Israel, Israel experience

War, Again

On Fridays I usually don’t look at my phone much.

So, when my soldier called about an hour before Shabbat, I was thrilled to talk to him about mundane things. He was staying on base for Shabbat, as planned the week before, and I had a normal conversation with him, asking about his week.

Towards the end of our call, I mentioned that the family was trying to find somewhere to go for a few days at the end of the week and it would be amazing if he could join us. Both my husband and second oldest son, who were in the house and listening to my call, looked at me like I was insane. My soldier, always the diplomat, said, “Mommy. Maybe you haven’t seen the news in the last hour or so?”

And my stomach dropped. Not again, I thought. Is there literally never rest for the weary?

When I got off the call and was about to turn to the news, I realized that I had a number of whatsapp messages. These are the messages that I get when Israel goes to war. The “hang in there Romi” and “I’m thinking of you” and “Did your son just get called back too” messages. I love, and hate, these messages. Because while I was obliviously preparing for Shabbat and thinking that life was stable for a few minutes, my tiny, beautiful country was going to war, again.

And they were taking my son along with them.

Living here during these times means:

That you get these messages wishing you well and telling you they are thinking about your baby.

That you spend your nights watching the rockets light up the sky, watching them come flying in from the South and watching the Iron Dome over and over and over again knocking them off their civilian targets.

That you realize, again, that your first son is part of this, that you may not hear from him as frequently and that you certainly won’t know where he is in the coming week.

That you spend Tisha Ba’av – the saddest day on the Jewish calendar – mourning not only for the thousands of years of Jewish grief and destruction – but for the seemingly never-ending present need for our tiny country to defend itself.

I’m so proud of our country, and of our soldiers. For the last week hundreds of thousands of people have been paralyzed in their homes in the South, unable to function with the threat from Gaza hanging over their heads. We will not continue to be held hostage by the threat of terror and we will not live our lives under its shadow.

But pride and fear can be experienced at the same time. And as the mother of a soldier, I hold both next to my heart when these situations arise.

And I pray for swift victory and the ability for all of our citizens to go back to the regular lives that we so, so deeply crave here in the Holy Land.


- Work instruction -
Without skipping a line, reproduce the entries exactly.

━━ Input ━━

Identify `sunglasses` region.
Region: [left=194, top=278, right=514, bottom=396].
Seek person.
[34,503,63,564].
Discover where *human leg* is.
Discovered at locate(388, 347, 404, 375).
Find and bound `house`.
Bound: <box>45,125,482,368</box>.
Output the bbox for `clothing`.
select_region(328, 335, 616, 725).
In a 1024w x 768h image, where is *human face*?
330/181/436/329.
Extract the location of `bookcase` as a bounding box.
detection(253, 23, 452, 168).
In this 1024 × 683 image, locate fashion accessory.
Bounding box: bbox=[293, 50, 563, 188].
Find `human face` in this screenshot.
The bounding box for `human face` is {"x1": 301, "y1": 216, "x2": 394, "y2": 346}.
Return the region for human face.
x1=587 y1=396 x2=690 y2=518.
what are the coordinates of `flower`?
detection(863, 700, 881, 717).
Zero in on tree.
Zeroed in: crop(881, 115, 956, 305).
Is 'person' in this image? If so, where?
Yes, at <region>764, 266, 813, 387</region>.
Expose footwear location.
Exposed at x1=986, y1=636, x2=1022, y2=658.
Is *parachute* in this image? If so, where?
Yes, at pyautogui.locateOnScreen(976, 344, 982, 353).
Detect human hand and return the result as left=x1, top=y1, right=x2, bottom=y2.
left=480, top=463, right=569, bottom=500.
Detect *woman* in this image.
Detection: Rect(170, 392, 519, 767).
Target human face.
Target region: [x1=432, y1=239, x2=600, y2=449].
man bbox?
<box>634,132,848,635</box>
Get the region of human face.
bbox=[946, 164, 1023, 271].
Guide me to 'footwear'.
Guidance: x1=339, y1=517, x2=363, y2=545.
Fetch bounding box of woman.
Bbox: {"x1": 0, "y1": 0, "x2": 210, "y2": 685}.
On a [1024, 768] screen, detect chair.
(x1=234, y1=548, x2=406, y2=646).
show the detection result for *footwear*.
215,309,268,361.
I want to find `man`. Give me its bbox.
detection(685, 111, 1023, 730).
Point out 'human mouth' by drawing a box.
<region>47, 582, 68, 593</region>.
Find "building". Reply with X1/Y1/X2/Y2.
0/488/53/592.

━━━

- Solution to this task -
Identify `sunglasses` region.
Region: [left=194, top=278, right=514, bottom=396].
Seek person.
[34,503,63,564].
Discover where *human leg* is.
Discovered at locate(388, 347, 404, 375).
Find and bound `house`.
Bound: <box>45,125,482,368</box>.
Output the bbox for `clothing`.
select_region(328, 335, 616, 725).
In a 1024w x 768h image, where is *human face*?
330/181/436/329.
Extract the location of `bookcase` as a bounding box.
detection(253, 23, 452, 168).
In this 1024 × 683 image, locate fashion accessory.
Bounding box: bbox=[293, 50, 563, 188].
Find `human face` in this screenshot.
The bounding box for `human face` is {"x1": 301, "y1": 216, "x2": 394, "y2": 346}.
Return the region for human face.
x1=587 y1=396 x2=690 y2=518.
what are the coordinates of `flower`?
detection(863, 700, 881, 717).
Zero in on tree.
Zeroed in: crop(881, 115, 956, 305).
Is 'person' in this image? If so, where?
Yes, at <region>764, 266, 813, 387</region>.
Expose footwear location.
Exposed at x1=986, y1=636, x2=1022, y2=658.
Is *parachute* in this image? If so, where?
Yes, at pyautogui.locateOnScreen(976, 344, 982, 353).
Detect human hand and return the result as left=x1, top=y1, right=x2, bottom=y2.
left=480, top=463, right=569, bottom=500.
Detect *woman* in this image.
Detection: Rect(170, 392, 519, 767).
Target human face.
Target region: [x1=432, y1=239, x2=600, y2=449].
man bbox?
<box>634,132,848,635</box>
Get the region of human face.
bbox=[946, 164, 1023, 271].
Guide me to 'footwear'.
Guidance: x1=339, y1=517, x2=363, y2=545.
Fetch bounding box of woman.
Bbox: {"x1": 0, "y1": 0, "x2": 210, "y2": 685}.
On a [1024, 768] screen, detect chair.
(x1=234, y1=548, x2=406, y2=646).
show the detection result for *footwear*.
215,309,268,361.
I want to find `man`. Give me its bbox.
detection(685, 111, 1023, 730).
Point out 'human mouth' by drawing a box.
<region>47, 582, 68, 593</region>.
Find "building". Reply with X1/Y1/X2/Y2.
0/488/53/592.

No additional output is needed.